The Conservative Party has got a fight on its hands. Keir Starmer’s speech on Tuesday was confident, assured and dealt with the vision thing. He told the story of what the country would be like under Labour and didn’t over promise given the scale of the mountain he will have to climb if elected in 2024.
Outside the conference bubble people are genuinely worried about not being able to pay their bills – inflation hitting double figures and 6% interest rates will be alarming homeowners and voters will be looking hard at anyone who can lay claim to be able to put an end to the chaos that has characterised Government over this past year.
Delegates queued round the block to get into the auditorium for the speech and groups clustered round giant over spill screens around the exhibition centre. Starmer placed Labour firmly back on the centre ground claiming the party was “once again the political wing of the British people” pro-business, pro-Nato and “putting country before party”. He promised to make Brexit work and ruled out any deals with the SNP in a bid to head off Tory attack lines, well telegraphed in advance, accusing them of betraying those who voted to take back control during the Brexit referendum, directly addressing Brexit for the first time.
I’ve seen more Labour conference speeches than I care to remember but there was an unfamiliar but welcome feeling to this one that harked back to my days as a young party staffer watching Blair and Brown at conference and being able to feel movement in the air. As soon as Starmer had sat down my phone starting buzzing from politicians and advisors who the previous night, in the conference bars, had been world weary and sceptical. They all made the same point, “he was good, can we dare to hope?”.
The key thing for Starmer will be his success or otherwise framing the Conservative Party conference next week. ‘Don’t forget, don’t forgive’ he intoned warning that the Conservatives had crashed the pound and lost control of the economy. On the final day amidst on-going economic turmoil and following a significant intervention by the Bank of England to purchase gilts to protect pension funds he told reporters that Truss represented a “danger to the economy and has lost control”.
Back in 2009 David Cameron and George Osborne said that Labour had crashed the economy through excessive public spending and shouldn’t be given the keys to the car and Labour never really recovered. Starmer will be hoping that he can pull of the same trick.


The line containing "Give me the" and every line after it, through the last one below: output exactly these and nothing else.

EXERCISE INPUT: Begin

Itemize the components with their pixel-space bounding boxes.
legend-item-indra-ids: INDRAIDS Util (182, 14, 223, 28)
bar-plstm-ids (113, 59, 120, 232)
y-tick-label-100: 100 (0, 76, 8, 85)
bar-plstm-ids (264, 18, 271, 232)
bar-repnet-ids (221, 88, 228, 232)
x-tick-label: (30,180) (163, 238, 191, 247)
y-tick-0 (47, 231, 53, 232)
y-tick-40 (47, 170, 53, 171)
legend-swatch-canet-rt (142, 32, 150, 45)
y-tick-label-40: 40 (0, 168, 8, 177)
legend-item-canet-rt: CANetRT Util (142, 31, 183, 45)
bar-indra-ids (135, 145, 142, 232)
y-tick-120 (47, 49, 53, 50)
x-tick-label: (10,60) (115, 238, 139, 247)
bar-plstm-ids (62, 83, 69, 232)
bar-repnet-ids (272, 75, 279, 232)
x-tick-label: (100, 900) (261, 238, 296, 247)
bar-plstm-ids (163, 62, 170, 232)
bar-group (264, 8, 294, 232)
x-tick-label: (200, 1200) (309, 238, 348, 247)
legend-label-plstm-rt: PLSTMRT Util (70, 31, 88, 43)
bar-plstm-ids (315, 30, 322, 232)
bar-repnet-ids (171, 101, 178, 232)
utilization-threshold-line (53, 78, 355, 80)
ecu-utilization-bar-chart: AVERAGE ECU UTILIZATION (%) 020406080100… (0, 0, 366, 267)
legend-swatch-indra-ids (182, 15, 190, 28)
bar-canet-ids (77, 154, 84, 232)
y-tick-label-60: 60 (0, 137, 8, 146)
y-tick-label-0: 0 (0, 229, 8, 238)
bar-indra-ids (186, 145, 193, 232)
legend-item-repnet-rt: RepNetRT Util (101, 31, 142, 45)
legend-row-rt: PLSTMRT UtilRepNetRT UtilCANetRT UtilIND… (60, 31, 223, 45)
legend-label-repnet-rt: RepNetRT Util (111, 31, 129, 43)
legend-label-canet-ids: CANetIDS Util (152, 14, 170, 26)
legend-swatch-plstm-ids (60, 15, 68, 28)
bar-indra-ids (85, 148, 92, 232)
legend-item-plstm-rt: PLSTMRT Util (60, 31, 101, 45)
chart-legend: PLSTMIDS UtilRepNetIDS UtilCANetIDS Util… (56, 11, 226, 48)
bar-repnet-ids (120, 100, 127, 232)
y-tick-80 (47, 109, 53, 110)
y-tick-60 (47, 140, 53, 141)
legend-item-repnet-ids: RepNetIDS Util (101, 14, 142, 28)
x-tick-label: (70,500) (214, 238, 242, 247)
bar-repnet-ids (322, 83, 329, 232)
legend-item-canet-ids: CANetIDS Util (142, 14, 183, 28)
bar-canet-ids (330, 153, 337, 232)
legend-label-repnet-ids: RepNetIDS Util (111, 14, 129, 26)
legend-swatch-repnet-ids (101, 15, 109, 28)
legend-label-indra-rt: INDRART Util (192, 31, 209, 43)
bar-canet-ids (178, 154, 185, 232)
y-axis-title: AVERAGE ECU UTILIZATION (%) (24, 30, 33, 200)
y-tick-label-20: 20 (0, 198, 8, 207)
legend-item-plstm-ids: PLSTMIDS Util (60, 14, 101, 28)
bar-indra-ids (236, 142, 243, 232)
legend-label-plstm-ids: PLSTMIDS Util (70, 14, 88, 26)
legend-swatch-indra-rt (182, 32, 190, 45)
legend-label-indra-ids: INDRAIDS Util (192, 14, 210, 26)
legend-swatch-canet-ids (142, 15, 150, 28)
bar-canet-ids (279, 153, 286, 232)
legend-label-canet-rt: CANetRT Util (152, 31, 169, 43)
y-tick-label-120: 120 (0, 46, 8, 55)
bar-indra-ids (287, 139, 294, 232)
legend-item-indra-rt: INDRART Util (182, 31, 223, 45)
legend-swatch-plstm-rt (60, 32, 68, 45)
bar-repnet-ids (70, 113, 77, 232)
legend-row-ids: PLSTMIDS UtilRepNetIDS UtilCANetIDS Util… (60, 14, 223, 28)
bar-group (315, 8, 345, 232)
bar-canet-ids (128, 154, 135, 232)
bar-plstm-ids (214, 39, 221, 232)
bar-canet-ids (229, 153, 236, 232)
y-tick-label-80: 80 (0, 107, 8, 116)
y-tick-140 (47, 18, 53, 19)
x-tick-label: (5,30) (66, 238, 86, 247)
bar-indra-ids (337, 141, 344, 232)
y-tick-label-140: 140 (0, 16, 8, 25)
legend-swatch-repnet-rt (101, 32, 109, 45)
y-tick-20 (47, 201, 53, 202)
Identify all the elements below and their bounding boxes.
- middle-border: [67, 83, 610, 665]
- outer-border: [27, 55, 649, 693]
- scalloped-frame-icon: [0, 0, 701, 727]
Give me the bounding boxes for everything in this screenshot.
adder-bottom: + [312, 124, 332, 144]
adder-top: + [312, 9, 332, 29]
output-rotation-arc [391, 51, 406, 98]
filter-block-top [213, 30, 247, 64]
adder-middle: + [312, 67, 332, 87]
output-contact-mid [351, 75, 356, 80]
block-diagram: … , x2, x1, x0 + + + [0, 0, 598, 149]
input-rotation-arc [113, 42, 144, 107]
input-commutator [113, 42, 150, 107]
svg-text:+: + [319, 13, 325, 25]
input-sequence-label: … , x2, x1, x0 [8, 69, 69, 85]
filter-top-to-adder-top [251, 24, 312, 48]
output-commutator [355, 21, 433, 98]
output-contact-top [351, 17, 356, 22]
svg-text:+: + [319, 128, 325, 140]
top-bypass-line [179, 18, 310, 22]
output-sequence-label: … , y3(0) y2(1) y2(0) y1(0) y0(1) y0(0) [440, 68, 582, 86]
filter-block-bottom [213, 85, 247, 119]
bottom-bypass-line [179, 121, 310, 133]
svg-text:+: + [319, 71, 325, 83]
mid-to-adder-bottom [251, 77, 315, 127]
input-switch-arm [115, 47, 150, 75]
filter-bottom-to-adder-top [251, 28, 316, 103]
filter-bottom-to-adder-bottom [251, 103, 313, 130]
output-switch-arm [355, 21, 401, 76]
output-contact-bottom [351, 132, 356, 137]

EXERCISE INPUT: End

EXERCISE RESPONSE:
Give me the bounding boxes for everything in this screenshot.
adder-bottom: + [312, 124, 332, 144]
adder-top: + [312, 9, 332, 29]
output-rotation-arc [391, 51, 406, 98]
filter-block-top [213, 30, 247, 64]
adder-middle: + [312, 67, 332, 87]
output-contact-mid [351, 75, 356, 80]
block-diagram: … , x2, x1, x0 + + + [0, 0, 598, 149]
input-rotation-arc [113, 42, 144, 107]
input-commutator [113, 42, 150, 107]
svg-text:+: + [319, 13, 325, 25]
input-sequence-label: … , x2, x1, x0 [8, 69, 69, 85]
filter-top-to-adder-top [251, 24, 312, 48]
output-commutator [355, 21, 433, 98]
output-contact-top [351, 17, 356, 22]
svg-text:+: + [319, 128, 325, 140]
top-bypass-line [179, 18, 310, 22]
output-sequence-label: … , y3(0) y2(1) y2(0) y1(0) y0(1) y0(0) [440, 68, 582, 86]
filter-block-bottom [213, 85, 247, 119]
bottom-bypass-line [179, 121, 310, 133]
svg-text:+: + [319, 71, 325, 83]
mid-to-adder-bottom [251, 77, 315, 127]
input-switch-arm [115, 47, 150, 75]
filter-bottom-to-adder-top [251, 28, 316, 103]
filter-bottom-to-adder-bottom [251, 103, 313, 130]
output-switch-arm [355, 21, 401, 76]
output-contact-bottom [351, 132, 356, 137]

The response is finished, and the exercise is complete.